ALBANY, NY (10/30/2025) (readMedia)-- Today, TIME Magazine named Governor Kathy Hochul as one of its 100 Most Influential Climate Leaders of 2025. The award is not deserved.
In her interview with TIME, Hochul repeatedly claimed to stand up to the Trump administration's assault on renewable energy and proudly declared that New York is "actively fighting pollution and climate change." In response, Julia Walsh, Director at Frack Action, issued the following statement urging the Governor to stand by her word and stop pushing fossil fuel pipelines at the Trump administration's direction:
"Governor Hochul is talking like an environmentalist but acting like a Trump appointee. Rather than actually lead on climate and listen to the science like she says she is, the Governor is pressuring state regulators to approve two massive fracked gas pipelines that would be a disaster for New York - going against New Yorkers just to score some political points with Trump. If the Governor is the climate champion she claims to be, she should respect the State's previous repeated decisions to reject these pipelines and invest in clean, renewable energy that won't destroy our environment."

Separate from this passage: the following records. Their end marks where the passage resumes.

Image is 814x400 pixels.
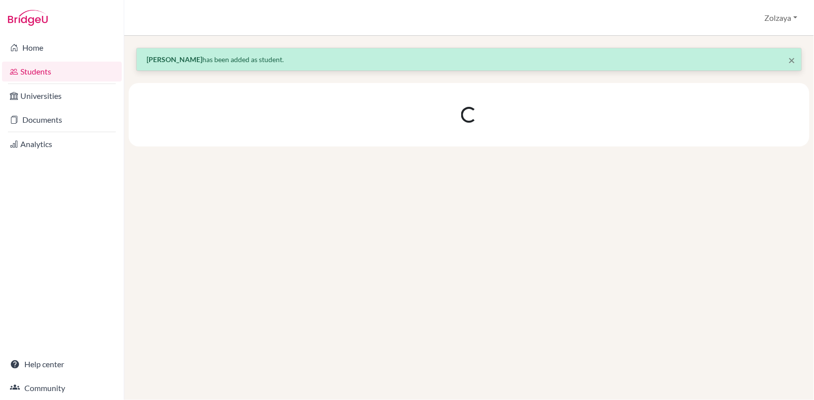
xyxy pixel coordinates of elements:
[2,134,122,154] a: Analytics
[147,54,792,65] p: has been added as student.
[760,8,802,27] button: Zolzaya
[2,354,122,374] a: Help center
[2,62,122,81] a: Students
[147,55,202,64] strong: [PERSON_NAME]
[789,54,795,66] button: Close
[789,53,795,67] span: ×
[2,86,122,106] a: Universities
[2,378,122,398] a: Community
[8,10,48,26] img: Bridge-U
[2,110,122,130] a: Documents
[2,38,122,58] a: Home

Fact-checking Gov. Hochul's claims
Background
Neither the NESE or Constitution applications have been amended since they were repeatedly denied by the New York State Department of Environmental Conservation (DEC), which means they both still pose the exact same environmental threats to New York. The Constitution pipeline would threaten more than 250 waterways throughout Upstate New York, endangering sensitive habitats and wildlife populations that depend on healthy ecosystems, while the Williams NESE pipeline would stir up toxic contaminants in the New York Harbor that harm critical fisheries and other wildlife habitats.
In addition to serious threats to ecosystems across the State, these pipelines would force regular New Yorkers to pay billions to expand fossil fuel infrastructure that is increasingly unreliable and expensive to maintain. National Grid's own estimates state that the NESE pipeline alone will cost New Yorkers at least $2.2 billion and force ratepayers to pay more than $200 million every year for the next 15 years - though a report from the Institute for Energy Economics and Financial Analysis (IEEFA) suggests the real cost to New Yorkers is closer to $3.2 billion.